A couple of suggestions to make things harder. A lot of these assume that you're doing this somewhere at school, not that you're sending the CDs home (if you are, give up: the student could just cheat using another computer, phone, tablet, etc.)
NFS Rootfs
Instead of having the entire OS on the CD, only put a minimal system on it. Preferably only through initramfs. Have it use an NFS root filesystem, on a server you/the school controls, and can only be accessed on exam day.
This way, the test taker has a much harder time examining the system; he/she must do it during the exam. The test taker of course should not have root access, and no persistent, writable media should be mounted, so he/she will have a hard time tar
'ing up the rootfs to examine later.
Also much easier for you to update. You don't have to burn 200 CDs each time you want to.
going further
If all the machines support netbooting, netboot them. Do not distribute CDs at all.
Make it look different
Linux desktop environments are very customizable. You can (depending on which one) change the color of the windows, title bars, the fonts used, the look of the menu & task bars, the desktop background, etc. Don't do anything crazy (that'll make the system too unfamiliar), but do make it non-default. Then you'll be able to quickly glance at screens and see the one that doesn't look right.
You could also do smaller things. E.g., put some icon on the desktop, or an analog clock in the menu bar. When you look closely at a screen, you can check for these.
… each exam
Someone might be able to copy your look and have it ready for the next exam. Or at least close enough that you have to look carefully.

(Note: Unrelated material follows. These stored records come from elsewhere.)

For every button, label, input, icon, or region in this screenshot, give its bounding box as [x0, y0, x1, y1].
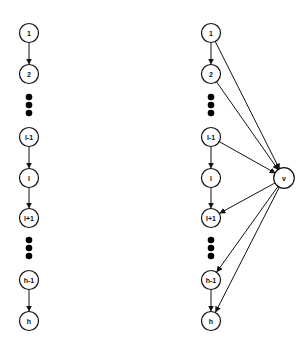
node-label: h — [27, 318, 31, 325]
ellipsis-dot — [26, 102, 33, 109]
node-1: 1 — [202, 24, 221, 43]
node-2: 2 — [202, 65, 221, 84]
node-lminus1: l-1 — [20, 128, 39, 147]
node-l: l — [20, 169, 39, 188]
node-label: l-1 — [207, 134, 215, 141]
node-1: 1 — [20, 24, 39, 43]
node-label: l — [210, 175, 212, 182]
node-label: l-1 — [25, 134, 33, 141]
node-label: 1 — [27, 30, 31, 37]
ellipsis-dot — [26, 110, 33, 117]
ellipsis-dot — [26, 94, 33, 101]
node-lminus1: l-1 — [202, 128, 221, 147]
ellipsis-dot — [208, 102, 215, 109]
node-2: 2 — [20, 65, 39, 84]
ellipsis-dot — [208, 94, 215, 101]
ellipsis-dot — [208, 237, 215, 244]
right-graph-with-vertex-v: 12l-1ll+1h-1hv — [202, 24, 295, 331]
node-label: h-1 — [206, 277, 217, 284]
node-l: l — [202, 169, 221, 188]
left-path-graph: 12l-1ll+1h-1h — [20, 24, 39, 331]
node-label: l+1 — [206, 215, 216, 222]
node-label: h — [209, 318, 213, 325]
ellipsis-dot — [26, 253, 33, 260]
edge-1-to-v — [215, 41, 279, 169]
node-lplus1: l+1 — [20, 209, 39, 228]
edge-v-to-h — [215, 186, 279, 312]
node-label: v — [282, 175, 286, 182]
edge-lminus1-to-v — [219, 142, 275, 174]
node-hminus1: h-1 — [202, 271, 221, 290]
ellipsis-dot — [208, 245, 215, 252]
node-label: h-1 — [24, 277, 35, 284]
node-label: 2 — [209, 71, 213, 78]
node-lplus1: l+1 — [202, 209, 221, 228]
node-v: v — [274, 168, 295, 189]
ellipsis-dot — [208, 253, 215, 260]
node-label: 1 — [209, 30, 213, 37]
edge-v-to-lplus1 — [219, 183, 275, 214]
node-label: l+1 — [24, 215, 34, 222]
node-label: l — [28, 175, 30, 182]
node-label: 2 — [27, 71, 31, 78]
ellipsis-dot — [208, 110, 215, 117]
node-h: h — [20, 312, 39, 331]
node-h: h — [202, 312, 221, 331]
ellipsis-dot — [26, 237, 33, 244]
graph-diagram: 12l-1ll+1h-1h 12l-1ll+1h-1hv — [0, 0, 306, 348]
node-hminus1: h-1 — [20, 271, 39, 290]
ellipsis-dot — [26, 245, 33, 252]
edge-v-to-hminus1 — [217, 186, 279, 273]
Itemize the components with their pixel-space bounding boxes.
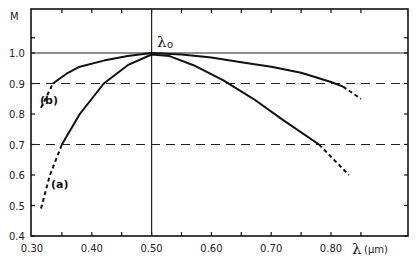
x-tick-label: 0.80 — [320, 243, 342, 254]
x-tick-label: 0.40 — [81, 243, 103, 254]
x-tick-label: 0.60 — [200, 243, 222, 254]
curve-a-dashed-left — [41, 145, 62, 209]
curve-b-label: (b) — [40, 94, 58, 107]
lambda0-subscript: o — [167, 39, 173, 50]
x-tick-label: 0.30 — [21, 243, 43, 254]
y-tick-label: 0.7 — [9, 140, 25, 151]
y-tick-label: 0.6 — [9, 170, 25, 181]
curve-b-dashed-right — [343, 87, 361, 99]
x-tick-label: 0.50 — [140, 243, 162, 254]
axes-frame — [31, 9, 408, 236]
curve-a-label: (a) — [51, 178, 68, 191]
x-axis-label-symbol: λ — [352, 240, 362, 258]
lambda0-label: λ — [157, 33, 167, 51]
plot-area: 0.40.50.60.70.80.91.00.300.400.500.600.7… — [9, 9, 408, 254]
x-axis-label-unit: (μm) — [364, 244, 388, 255]
y-tick-label: 0.4 — [9, 231, 25, 242]
chart: 0.40.50.60.70.80.91.00.300.400.500.600.7… — [0, 0, 416, 264]
y-tick-label: 1.0 — [9, 48, 25, 59]
y-tick-label: 0.9 — [9, 79, 25, 90]
x-tick-label: 0.70 — [260, 243, 282, 254]
y-axis-label: M — [10, 11, 19, 22]
y-tick-label: 0.8 — [9, 109, 25, 120]
curve-b-solid — [53, 53, 343, 87]
y-tick-label: 0.5 — [9, 201, 25, 212]
curve-a-dashed-right — [319, 145, 349, 176]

If you don't have to re-burn images all the time, its easy to change the appearance each exam. The student won't know what ExamOS will look like today until he/she starts the exam.
Set up a VNC server
You can set VNC up to allow you to view the desktop, so you can check on people from the comfort of your desk. Ethically, I think your should notify people that you can do this.
Record exams
If you have the fileserver space & bandwidth, do a screen recording of the entire exam session. (There are several screen recording programs). Review only if suspicion arises and/or a random sample. Another one which, ethically, I think you should notify students of.
Control the media
You should give out the ExamOS CDs at the beginning of the exam, and collect them at the end. Require that people turn them back in.
Network control
iptables
You can block all outgoing traffic except the traffic you'd like using iptables. I'd suggest you configure the web browser to use an HTTP proxy, and the only outgoing traffic you allow is to that proxy. Additionally allow DNS if needed to connect to the proxy (but only to your DNS servers).
proxy
You can configure squid, apache, etc. with a list of URLs that are allowed and disallowed. You can run this on a server you control, or each local machine.
external firewall
If all the exam machines are behind a firewall you control, block things there, too. The student won't be able to bypass that, without bringing their own connection.